RogerBW's Blog

The Gunpowder Plot 09 June 2014

Guy Fawkes is often described as "the only man to enter Parliament with honest intentions". But what did he really aspire to do?

Well, for a start, Fawkes was the technical support rather than one of the ideological motivators, though certainly he was sympathetic to the cause; he was the only one of the plotters who had experience working with gunpowder. The Gunpowder Plot itself was conceived by Robert Catesby. (Probably. See below.)

The objective of the Plot was to assassinate King James (who had been on the throne for a little more than a year, following the death of Elizabeth I) and replace him with a Catholic monarch: specifically his daughter, Princess Elizabeth (the future Winter Queen), at that point nine years old. (And Henry Percy, Earl of Northumberland, as regent, but they probably didn't tell him this.) The death of the king's Parliament was to be merely a fortunate side-effect. English Catholics had hoped James would be more tolerant of Catholicism than Elizabeth had been, and this didn't seem to be happening (the Spanish were constantly pushing to have Catholics allowed freedom of worship, while the Privy Council was very much against it).

It's not clear what the conspirators were planning to do about Prince Henry, ten years old, or Charles, five; it appears that they hadn't quite worked this out themselves, but it probably wouldn't have involved happily sending them off into exile. But the death of the King would kick off a popular uprising starting in the Midlands (they did nothing to ensure this would happen), and there would be free rainbows and kittens for everybody.

Everybody Catholic, anyway.

If the plot had come off… what the plotters were hoping for was something like a return to the "good old days" of Queen Mary – the original "Bloody Mary" – when hundreds of religious dissenters were burned at the stake for refusing to accept Catholicism. (It's worth noting that none of the conspirators had been alive to experience this. Harking back to a golden age that one wasn't personally around for is one of the major failure modes of the fanatic.)

What they were relying on was the mass of English Catholics putting their Catholicism before their Englishness, and being radical in the same direction that they were themselves. But it seems to me that by far the most probable outcome is that the small secretly-Catholic population would have been shocked by the treason that had been committed in its name, and far from following the conspirators would have strung them up from the nearest tree (rather than risking being strung up themselves by the Protestants). If the uprising had somehow miraculously occurred, I'm sure the nasty sneaky people who are always waiting in the wings would have taken over from the ideological revolutionaries just as they always do; though the idea of this particular Queen Elizabeth, had she been allowed to survive to rule in her own right, is somewhat tempting. (Ronald Hutton wrote What if the Gunpowder Plot had Succeeded?, which I haven't read; apparently he predicts a failed uprising followed by a more Puritan, more absolute monarchy.)

In practice, of course, someone blabbed. It was probably Francis Tresham, the thirteenth (!) person to be added to the conspiracy; it was certainly his brother-in-law who received the vaguely warning letter, failed to understand its meaning, and promptly handed it over to the Earl of Salisbury.

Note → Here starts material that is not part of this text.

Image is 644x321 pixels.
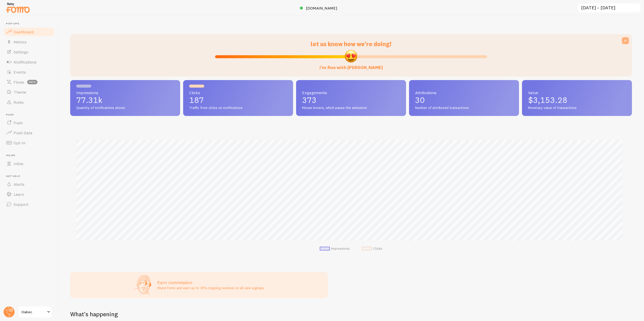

And even though the plotters knew that the letter had been leaked, they carried on with the plot!

Some argue that Salisbury deliberately let them continue so as to achieve a more impressive revelation, certainly a problem to which law enforcement authorities have been subject before; there's even a minority which contends that the whole thing was Salisbury's idea, which would certainly account for the shambolic nature of the whole affair. I think it was simply a more naïve age.

So what the Plot achieved in the end was slightly greater restrictions on English Catholics – look, you can see they can't be trusted – though several continued to hold high office under James. Seventy years later Titus Oates' completely fictitious conspiracy seemed vaguely plausible. And of course we got Bonfire Night, in its various forms.

If you are a techie with political opinions, do not assume that other people are competent conspirators just because they share those opinions.


  1. Posted by Phil Masters at 10:16am on 12 June 2014

    Hutton's essay is online. Executive summary; two possible outcomes, the likely one being an absolutist Protestant monarchy, the wildly unlikely one being an absolutist Catholic monarchy. One has to conclude that Hutton regards the routine blithering incompetence of the Stuarts (and of the plotters) as a major blessing in disguise.

  2. Posted by RogerBW at 10:24am on 12 June 2014

    Thanks! Interesting stuff. And one point he misses: an anti-Catholic Charles wouldn't have married Henrietta Maria, who seems at best to have encouraged him in his dafter moments (having been brought up in the French court where Richelieu was busy reinventing Divine Right).